Is UK Secretly Buying Russian Eurobonds Amid Skripal Case?

Russian investors’ demand for the Eurobonds that Moscow placed in March could have been hidden in the share of British investors who snapped up a hefty 39 percent of the securities, Finance Minister Anton Siluanov said.

The ministry planned to make its 2018 Eurobond issue instrumental in helping Russian business people bring their money back home.

Siluanov said that even though domestic investors had been given a priority right to buy the bonds, their demand did not exceed $250 million.

“It can’t be ruled out that the actual number of Russian investors could be bigger as their acquisitions could be found in the share of British investors,” Siluanov told Bloomberg.

On March 16, the Russian Finance Ministry placed 1.5 billion dollars’ worth of Russia-29 Eurobonds with 4.6 percent annual interest and 2.5 billion dollars’ worth of Rossiya-47 Eurobonds with 5.25 percent annual interest.

Nearly 170 investors (39%) most of them from Britain, bought in, along with those from the US (25%) and Russia (22%).

The share of investors from continental Europe and Asia was 14 percent.

With the overall demand having exceeded $7 billion, a large number of potential buyers were unable to invest in Russian securities.

According to Yekaterina Novikova, a senior economist with the Plekhanov Institute in Moscow, the high investor interest in Russian Eurobonds belies widespread reports about serious problems facing the Russian economy as a result of Western sanctions.

“Investors vote with their own money and the large number of people willing to buy Russian bonds means that Russia’s market offers higher profits compared with other markets,” Novikova told Sputnik.

She added that with the implementation of social and economic reforms and clever investments, the share of added value in various fields of commodity production and services will be high, including as a result of the policy of import phase-out.

“The economic situation in Russia is more stable than that of the other economically developed countries whose debt obligations exceed their annual GDP growth, Novikova noted.

She also emphasized that by maintaining its current sanctions against Russia, the West would be acting to the detriment of its own investors.

According to Chris Weafer, a senior partner at Macro-Advisory Ltd, Moscow, the price at which Russia’s recent Eurobonds were sold, is consistent with the current valuation of existing Russian debt.

“As political relations with the US and UK continue to deteriorate, Russia’s financial position grows stronger. Russia has the world’s sixth lowest level of national debt and the world’s sixth highest financial reserves. The value of Russia’s financial reserves has increased by $75 billion since the start of 2017,” Weafer told Sputnik.

“This means that investors see Russia as financially very safe and is one of the best investment risks amongst all emerging economies,” he added.

Reflecting this general view, the rating agency Standard & Poor’s recently upgraded Russia’s sovereign risk to investment grade.

In December 2017, President Vladimir Putin suggested issuing special foreign-currency bonds to help Russia’s richest safely and anonymously repatriate capital to shield it from a possible tightening of Western sanctions.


> **What the task requires**
With the pictures set aside, reproduce each entry precisely as it reads.

> **Data under study**

== == ==

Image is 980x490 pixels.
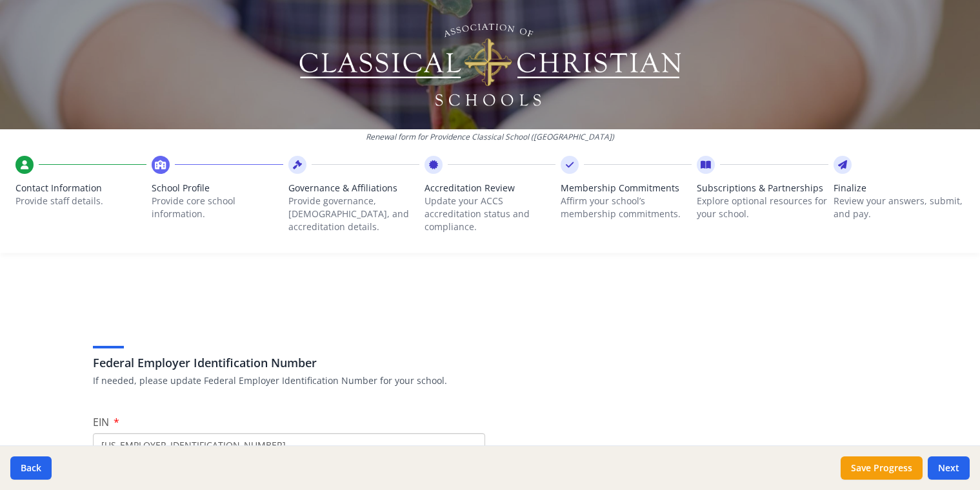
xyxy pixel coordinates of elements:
p: If needed, please update Federal Employer Identification Number for your school. [93,374,888,387]
span: EIN [93,415,109,429]
p: Provide core school information. [151,195,283,220]
button: Next [928,456,970,480]
p: Provide staff details. [16,195,146,207]
p: Update your ACCS accreditation status and compliance. [425,195,555,233]
p: Explore optional resources for your school. [697,195,828,220]
img: Logo [297,19,683,110]
span: Membership Commitments [560,182,692,195]
p: Provide governance, [DEMOGRAPHIC_DATA], and accreditation details. [288,195,420,233]
span: Contact Information [16,182,146,195]
button: Back [10,456,52,480]
h3: Federal Employer Identification Number [93,353,888,371]
p: Review your answers, submit, and pay. [834,195,964,220]
span: Governance & Affiliations [288,182,420,195]
span: Accreditation Review [425,182,555,195]
span: Subscriptions & Partnerships [697,182,828,195]
span: School Profile [151,182,283,195]
button: Save Progress [841,456,923,480]
p: Affirm your school’s membership commitments. [560,195,692,220]
span: Finalize [834,182,964,195]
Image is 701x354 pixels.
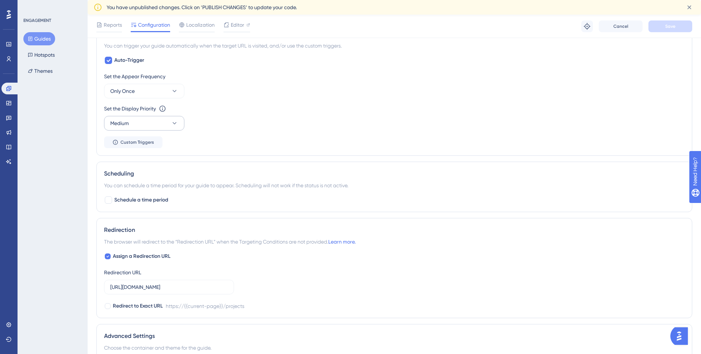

== == ==

> **Exercise answer**
Image is 980x490 pixels.
xyxy pixel coordinates of elements:
p: If needed, please update Federal Employer Identification Number for your school. [93,374,888,387]
span: EIN [93,415,109,429]
p: Provide core school information. [151,195,283,220]
button: Next [928,456,970,480]
p: Provide staff details. [16,195,146,207]
p: Update your ACCS accreditation status and compliance. [425,195,555,233]
p: Explore optional resources for your school. [697,195,828,220]
img: Logo [297,19,683,110]
span: Membership Commitments [560,182,692,195]
p: Provide governance, [DEMOGRAPHIC_DATA], and accreditation details. [288,195,420,233]
span: Contact Information [16,182,146,195]
button: Back [10,456,52,480]
h3: Federal Employer Identification Number [93,353,888,371]
p: Review your answers, submit, and pay. [834,195,964,220]
span: Governance & Affiliations [288,182,420,195]
span: Accreditation Review [425,182,555,195]
span: Subscriptions & Partnerships [697,182,828,195]
span: School Profile [151,182,283,195]
button: Save Progress [841,456,923,480]
p: Affirm your school’s membership commitments. [560,195,692,220]
span: Finalize [834,182,964,195]
Image is 701x354 pixels.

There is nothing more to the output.